Dialogue act classification is the task of classifying an utterance with respect to the function it serves in a dialogue, i.e. the act the speaker is performing. Dialogue acts are a type of speech acts (for Speech Act Theory, see Austin (1975) and Searle (1969)).
Social coding platforms, such as GitHub, serve as laboratories for studying collaborative problem solving in open source software development; a key feature is their ability to support issue reporting which is used by teams to discuss tasks and ideas.
The identification of Dialogue Act’s (DA) is an important aspect in determining the meaning of an utterance for many applications that require natural language understanding, and recent work using recurrent neural networks (RNN) has shown promising results when applied to the DA classification problem.
DIALOG ACT CLASSIFICATION DIALOGUE ACT CLASSIFICATION NATURAL LANGUAGE UNDERSTANDING WORD EMBEDDINGS
Dialogue Act recognition associate dialogue acts (i. e., semantic labels) to utterances in a conversation.
Furthermore, our results show that fine-tuning the CDAC model on a small sample of manually labeled human-machine conversations allows CDAC to more accurately predict dialogue acts in real users' conversations, suggesting a promising direction for future improvements.
DIALOGUE ACT CLASSIFICATION NATURAL LANGUAGE UNDERSTANDING TRANSFER LEARNING
Deep neural networks reach state-of-the-art performance for wide range of natural language processing, computer vision and speech applications.
Ranked #1 on
Dialogue Act Classification
on Switchboard corpus
DIALOG ACT CLASSIFICATION DIALOGUE ACT CLASSIFICATION TEXT CLASSIFICATION WORD EMBEDDINGS
Recent work in Dialogue Act classification has treated the task as a sequence labeling problem using hierarchical deep neural networks.
Ranked #2 on
Dialogue Act Classification
on Switchboard corpus
Utterance classification performance in low-resource dialogue systems is constrained by an inevitably high degree of data imbalance in class labels.
CRF models the conditional probability of the target DA label sequence given the input utterance sequence.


**What this task involves**
Your answer should hold the data exactly as given, minus any picture.

Items listed in a dataset:

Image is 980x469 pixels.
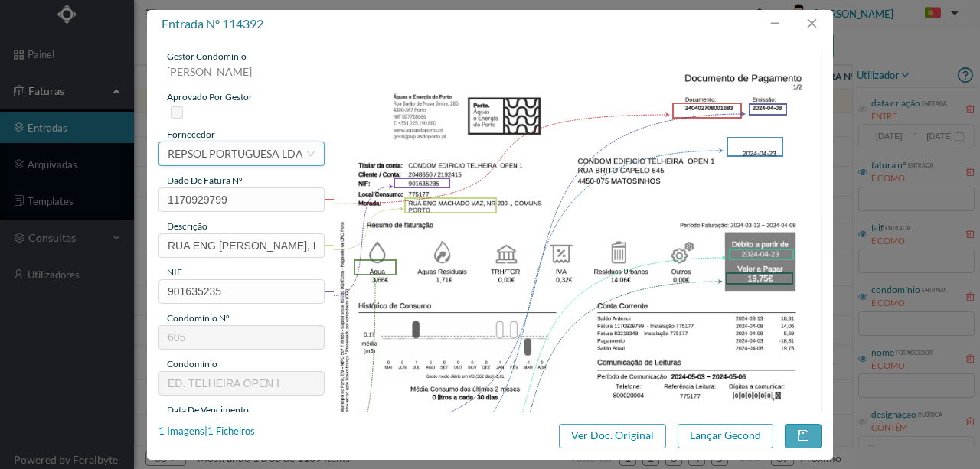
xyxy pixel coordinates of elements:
[167,51,246,62] span: gestor condomínio
[167,220,208,232] span: descrição
[167,267,183,278] span: NIF
[306,149,315,159] i: icon: down
[167,359,218,370] span: condomínio
[559,424,666,449] button: Ver Doc. Original
[161,16,264,30] span: entrada nº 114392
[168,142,303,165] div: REPSOL PORTUGUESA LDA
[167,313,230,324] span: condomínio nº
[167,404,249,416] span: data de vencimento
[167,91,253,102] span: aprovado por gestor
[159,64,325,90] div: [PERSON_NAME]
[167,174,243,186] span: dado de fatura nº
[678,424,774,449] button: Lançar Gecond
[913,2,965,26] button: PT
[167,129,215,140] span: fornecedor
[159,424,255,440] div: 1 Imagens | 1 Ficheiros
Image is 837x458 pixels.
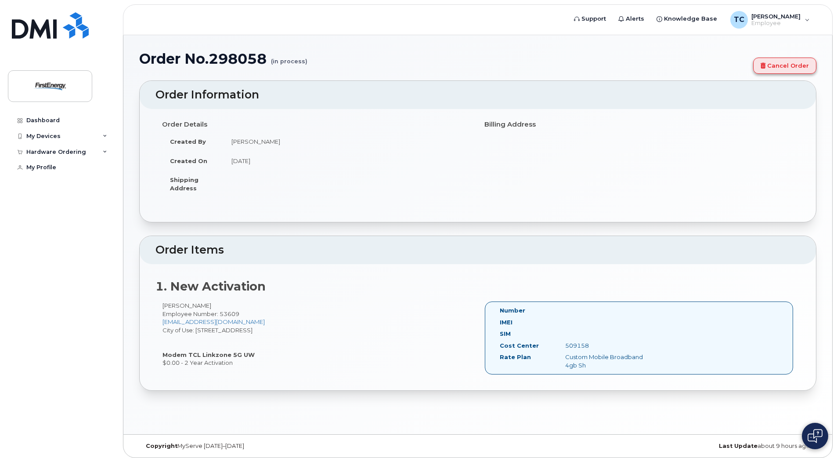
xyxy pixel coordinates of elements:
label: Cost Center [500,341,539,350]
div: 509158 [559,341,651,350]
h4: Billing Address [485,121,794,128]
h4: Order Details [162,121,471,128]
strong: 1. New Activation [156,279,266,294]
span: Employee Number: 53609 [163,310,239,317]
div: [PERSON_NAME] City of Use: [STREET_ADDRESS] $0.00 - 2 Year Activation [156,301,478,367]
strong: Modem TCL Linkzone 5G UW [163,351,255,358]
div: about 9 hours ago [591,442,817,449]
small: (in process) [271,51,308,65]
div: MyServe [DATE]–[DATE] [139,442,365,449]
a: Cancel Order [754,58,817,74]
td: [DATE] [224,151,471,170]
strong: Last Update [719,442,758,449]
h1: Order No.298058 [139,51,749,66]
h2: Order Items [156,244,801,256]
label: Rate Plan [500,353,531,361]
strong: Created On [170,157,207,164]
label: SIM [500,330,511,338]
strong: Copyright [146,442,178,449]
a: [EMAIL_ADDRESS][DOMAIN_NAME] [163,318,265,325]
label: IMEI [500,318,513,326]
strong: Created By [170,138,206,145]
label: Number [500,306,526,315]
img: Open chat [808,429,823,443]
div: Custom Mobile Broadband 4gb Sh [559,353,651,369]
td: [PERSON_NAME] [224,132,471,151]
strong: Shipping Address [170,176,199,192]
h2: Order Information [156,89,801,101]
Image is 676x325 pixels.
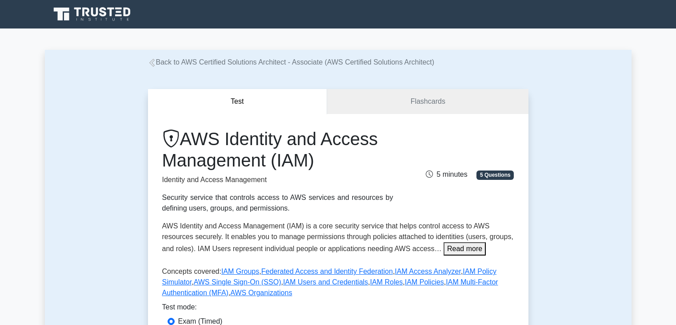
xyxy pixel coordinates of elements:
[230,289,292,296] a: AWS Organizations
[444,242,486,255] button: Read more
[221,267,259,275] a: IAM Groups
[327,89,528,114] a: Flashcards
[283,278,368,285] a: IAM Users and Credentials
[162,192,393,213] div: Security service that controls access to AWS services and resources by defining users, groups, an...
[162,301,514,316] div: Test mode:
[148,58,435,66] a: Back to AWS Certified Solutions Architect - Associate (AWS Certified Solutions Architect)
[194,278,281,285] a: AWS Single Sign-On (SSO)
[426,170,467,178] span: 5 minutes
[395,267,461,275] a: IAM Access Analyzer
[162,278,498,296] a: IAM Multi-Factor Authentication (MFA)
[261,267,393,275] a: Federated Access and Identity Federation
[148,89,328,114] button: Test
[162,266,514,301] p: Concepts covered: , , , , , , , , ,
[370,278,403,285] a: IAM Roles
[405,278,444,285] a: IAM Policies
[162,222,513,252] span: AWS Identity and Access Management (IAM) is a core security service that helps control access to ...
[162,128,393,171] h1: AWS Identity and Access Management (IAM)
[162,174,393,185] p: Identity and Access Management
[477,170,514,179] span: 5 Questions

**Answer box**
Image is 980x469 pixels.
xyxy pixel coordinates of elements:
[167,51,246,62] span: gestor condomínio
[167,220,208,232] span: descrição
[167,267,183,278] span: NIF
[306,149,315,159] i: icon: down
[167,359,218,370] span: condomínio
[559,424,666,449] button: Ver Doc. Original
[161,16,264,30] span: entrada nº 114392
[168,142,303,165] div: REPSOL PORTUGUESA LDA
[167,313,230,324] span: condomínio nº
[167,404,249,416] span: data de vencimento
[167,91,253,102] span: aprovado por gestor
[159,64,325,90] div: [PERSON_NAME]
[167,174,243,186] span: dado de fatura nº
[678,424,774,449] button: Lançar Gecond
[913,2,965,26] button: PT
[167,129,215,140] span: fornecedor
[159,424,255,440] div: 1 Imagens | 1 Ficheiros
Image is 837x458 pixels.
xyxy pixel coordinates of elements:
label: Cost Center [500,341,539,350]
div: 509158 [559,341,651,350]
h4: Billing Address [485,121,794,128]
h4: Order Details [162,121,471,128]
strong: 1. New Activation [156,279,266,294]
span: Employee Number: 53609 [163,310,239,317]
div: [PERSON_NAME] City of Use: [STREET_ADDRESS] $0.00 - 2 Year Activation [156,301,478,367]
strong: Modem TCL Linkzone 5G UW [163,351,255,358]
div: about 9 hours ago [591,442,817,449]
small: (in process) [271,51,308,65]
div: MyServe [DATE]–[DATE] [139,442,365,449]
a: Cancel Order [754,58,817,74]
td: [DATE] [224,151,471,170]
strong: Last Update [719,442,758,449]
h1: Order No.298058 [139,51,749,66]
h2: Order Items [156,244,801,256]
label: Rate Plan [500,353,531,361]
strong: Created On [170,157,207,164]
label: SIM [500,330,511,338]
strong: Copyright [146,442,178,449]
a: [EMAIL_ADDRESS][DOMAIN_NAME] [163,318,265,325]
label: IMEI [500,318,513,326]
strong: Created By [170,138,206,145]
label: Number [500,306,526,315]
img: Open chat [808,429,823,443]
div: Custom Mobile Broadband 4gb Sh [559,353,651,369]
td: [PERSON_NAME] [224,132,471,151]
strong: Shipping Address [170,176,199,192]
h2: Order Information [156,89,801,101]
Image is 676x325 pixels.
xyxy pixel coordinates of elements:
[230,289,292,296] a: AWS Organizations
[444,242,486,255] button: Read more
[221,267,259,275] a: IAM Groups
[327,89,528,114] a: Flashcards
[283,278,368,285] a: IAM Users and Credentials
[162,192,393,213] div: Security service that controls access to AWS services and resources by defining users, groups, an...
[162,301,514,316] div: Test mode:
[148,58,435,66] a: Back to AWS Certified Solutions Architect - Associate (AWS Certified Solutions Architect)
[194,278,281,285] a: AWS Single Sign-On (SSO)
[426,170,467,178] span: 5 minutes
[395,267,461,275] a: IAM Access Analyzer
[162,278,498,296] a: IAM Multi-Factor Authentication (MFA)
[261,267,393,275] a: Federated Access and Identity Federation
[148,89,328,114] button: Test
[162,266,514,301] p: Concepts covered: , , , , , , , , ,
[370,278,403,285] a: IAM Roles
[405,278,444,285] a: IAM Policies
[162,222,513,252] span: AWS Identity and Access Management (IAM) is a core security service that helps control access to ...
[162,128,393,171] h1: AWS Identity and Access Management (IAM)
[162,174,393,185] p: Identity and Access Management
[477,170,514,179] span: 5 Questions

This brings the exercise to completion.